Hellmo_luciferrari
For games you can use Lutris and/or heroic with WINE and Proton.
RGB stuff you can use OpenRGB.
The Anker webcam doesn’t work with your Linux install? What model?
I hear Gimp is getting a big update here in the near future. Not sure your use case. I don’t do much photo editing anymore.
Virt-Manager is straight forward, and is a GUI that can work with QEMU.
Hope this helps :)
If I may ask, what specific hardware?
For my use case with proprietary hardware I use USB Passthrough with QEMU (Virt-Manager)
Glad to hear another success story of someone who dropped Windows.
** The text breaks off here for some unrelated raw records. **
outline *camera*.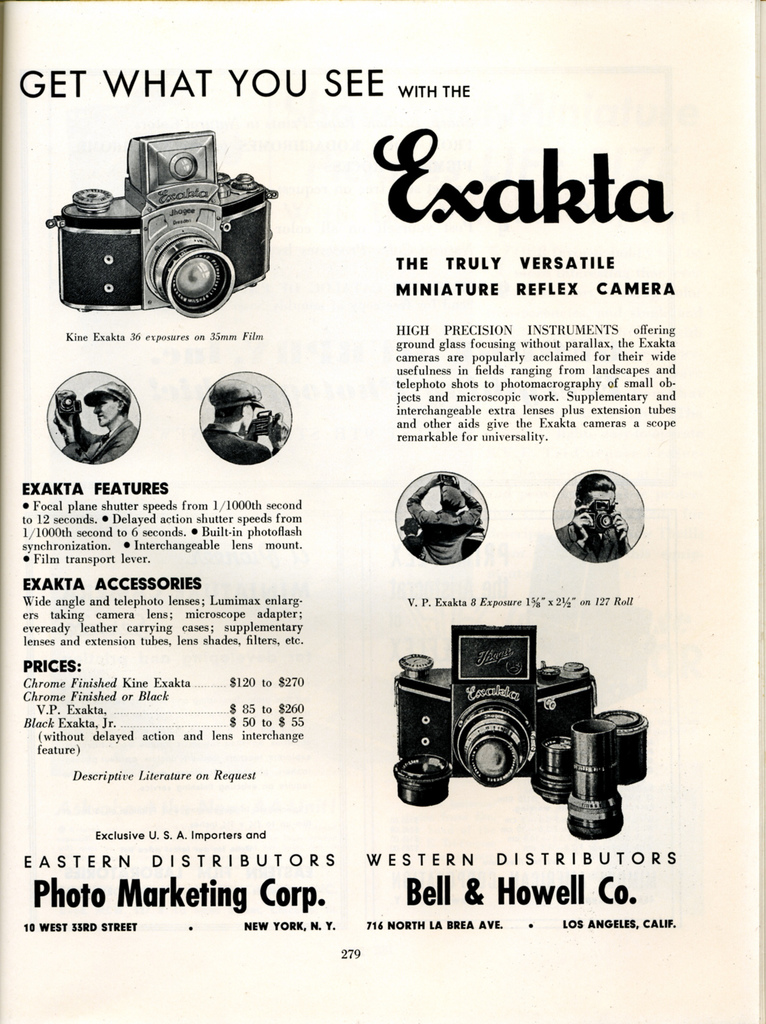
Outline: BBox(577, 499, 619, 536).
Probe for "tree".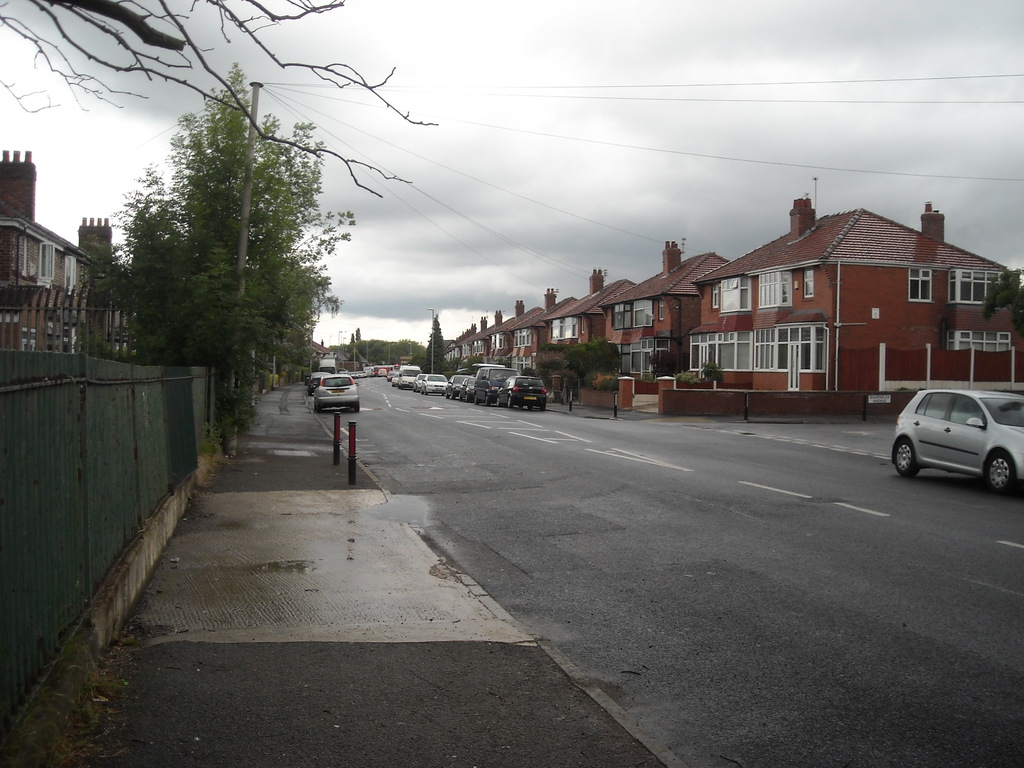
Probe result: 125:54:348:442.
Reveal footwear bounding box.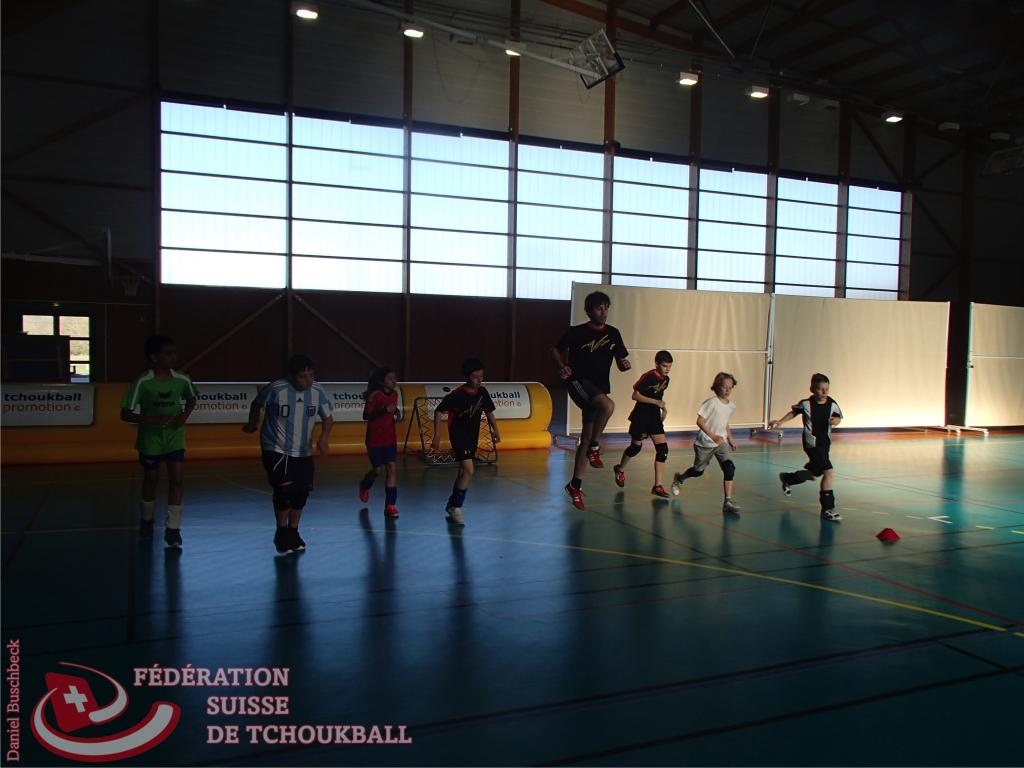
Revealed: region(614, 464, 626, 490).
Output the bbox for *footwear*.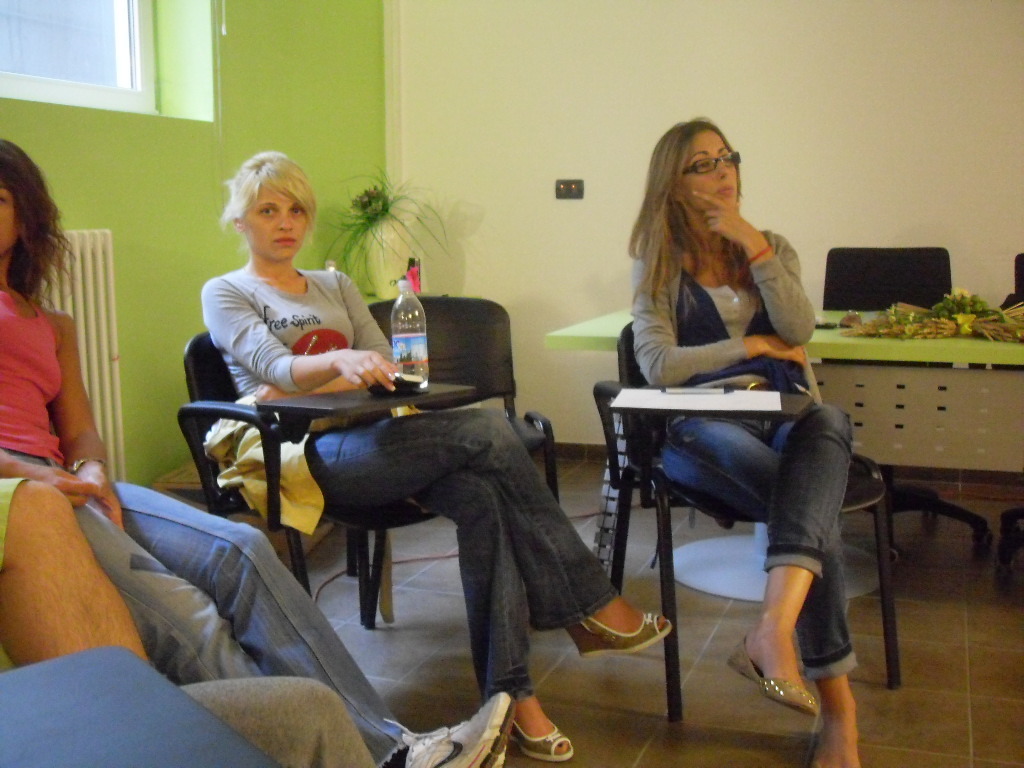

I dropped Windows on all of my machines over a month ago. My 2 desktops and 1 laptop I own are on Arch. I can’t fully escape Windows completely due to music production software I use due to lack of support for the hardware on Linux. (Thanks Line6…) So I run a Windows VM in QEMU with USB passthrough, but with no network access.
I wrote an alias to count days its been since I switched to Linux full time.
It wasn’t a difficult switch for me. Even with the learning curve. I actually enjoy the tinkering and learning aspect.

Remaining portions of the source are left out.